BENGALURU, June 24, 2026, 03:36 IST
Infosys Ltd shares slid 3.39% to 1,029.30 rupees on the NSE Tuesday, after hitting an intraday low of 1,026 rupees. The drop weighed on the Nifty IT index, which closed 2.23% down at 27,012.05. Infosys has dropped 9.99% in the last week.
Infosys held a 27.08% weight in the Nifty IT index as of NSE Indices’ May 29 factsheet. Tata Consultancy Services followed at 19.71%. For investors, index weight shows how much a single stock drives the moves of the index.
With that weight, Infosys’ decline made up around 0.9 percentage point of Nifty IT’s 2.23% slide—about 40% of the sector’s loss by a straight weight-times-return read. TCS dropped 3.21%, Wipro lost 3.16%, HCLTech slipped 1.86%. Losses hit the group, but Infosys had the biggest effect.
Tuesday’s move points to an issue with sector funds instead of being limited to a single stock. NSE Indices said the Nifty IT index gets used to benchmark portfolios and is behind index funds, ETFs and structured products. So any portfolio tracking the IT benchmark ends up heavily exposed to Infosys, even if the manager isn’t looking for that particular stock’s risk.
Nifty IT index dropped 13% in three weeks, while the Nifty 50 gained 2%, according to Business Standard. The index hit a 52-week low on Friday. Over the last four sessions, the index fell 6% after Accenture cut its annual revenue outlook and gave a weaker Q4 forecast.
Indian shares dropped on Tuesday. Nifty 50 and Sensex both shed 1.16%. IT stocks under pressure after Jefferies and Morgan Stanley cited weak demand signs after Accenture’s outlook missed. Soft PMI numbers and concerns over the monsoon weighed too, Arihant Capital Markets’ Anita Gandhi said.
Accenture’s latest comments are still hitting sentiment. Morgan Stanley said after Accenture’s guidance, it looks less likely there’ll be a pick-up in second-quarter growth, according to Reuters. Mayuresh Joshi, head of equity research at William O’Neil & Co, told Reuters that the market was looking for growth, but it’s “clearly missing.” Pritesh Thakkar at PL Capital said Indian IT names were up against slower deal signings and stretched decision cycles, adding to the pressure. Reuters
Infosys pushed back on worries about AI disruption at its annual general meeting on Tuesday. Chairman Nandan Nilekani told shareholders, “AI will not replace companies like ours,” saying big companies aren’t deploying AI at scale yet and that’s the opportunity. Infosys said it’s already working with 90% of its top 200 clients on AI and puts the AI-first services market at $300 billion to $400 billion by 2030.
Infosys chief Salil Parekh said there’s demand from clients for “modernization of technology using agents.” In its AGM deck, Infosys said AI revenue made up 5.5% of sales, or about $1 billion a year, at the last disclosure. That’s a number bulls will watch to see if AI is taking over work from dropped discretionary projects, or just easing some of the broader squeeze. The New Indian Express
The risk cuts both ways. A solid July 23 earnings call or firmer signs that AI is driving revenue could spell a bounce after the recent selloff. On the other hand, if Accenture’s deal delays stretch into a wider spending freeze, Indian IT stocks could face more pressure, with Infosys likely to weigh heaviest on a sector turnaround because of its index share. Infosys said its board will sign off on June-quarter results on July 23, with analyst calls that day to go over numbers and the outlook.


Transcribe the listing exactly, so that nothing but the pictures is missing.

'''

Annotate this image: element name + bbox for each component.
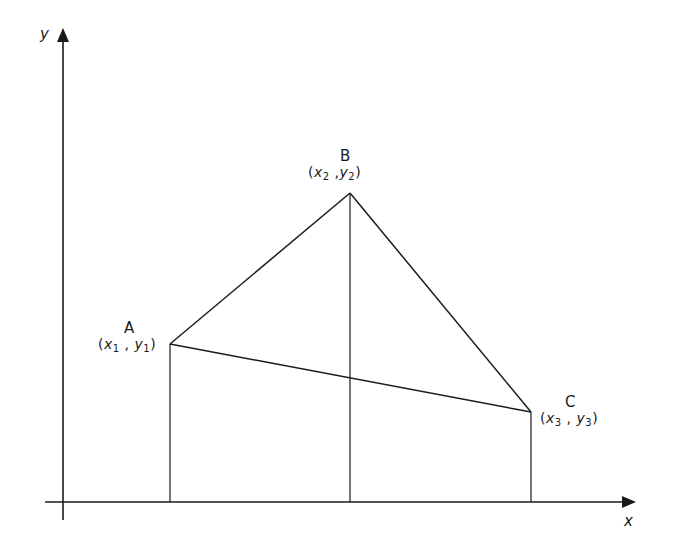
x-axis-arrow-icon bbox=[622, 496, 636, 508]
edge-AB bbox=[170, 193, 350, 344]
point-C-name: C bbox=[565, 395, 575, 410]
point-B-coords: (x2 ,y2) bbox=[308, 165, 361, 182]
point-A-coords: (x1 , y1) bbox=[98, 337, 156, 354]
y-axis-arrow-icon bbox=[57, 28, 69, 42]
x-axis-label: x bbox=[624, 514, 633, 529]
point-B-name: B bbox=[340, 149, 350, 164]
edge-BC bbox=[350, 193, 531, 412]
point-A-name: A bbox=[124, 321, 134, 336]
point-C-coords: (x3 , y3) bbox=[540, 411, 598, 428]
diagram-canvas bbox=[0, 0, 674, 560]
y-axis-label: y bbox=[40, 27, 49, 42]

'''

:: EXERCISE SOLUTION ::
Annotate this image: element name + bbox for each component.
x-axis-arrow-icon bbox=[622, 496, 636, 508]
edge-AB bbox=[170, 193, 350, 344]
point-C-name: C bbox=[565, 395, 575, 410]
point-B-coords: (x2 ,y2) bbox=[308, 165, 361, 182]
point-A-coords: (x1 , y1) bbox=[98, 337, 156, 354]
y-axis-arrow-icon bbox=[57, 28, 69, 42]
x-axis-label: x bbox=[624, 514, 633, 529]
point-B-name: B bbox=[340, 149, 350, 164]
edge-BC bbox=[350, 193, 531, 412]
point-A-name: A bbox=[124, 321, 134, 336]
point-C-coords: (x3 , y3) bbox=[540, 411, 598, 428]
diagram-canvas bbox=[0, 0, 674, 560]
y-axis-label: y bbox=[40, 27, 49, 42]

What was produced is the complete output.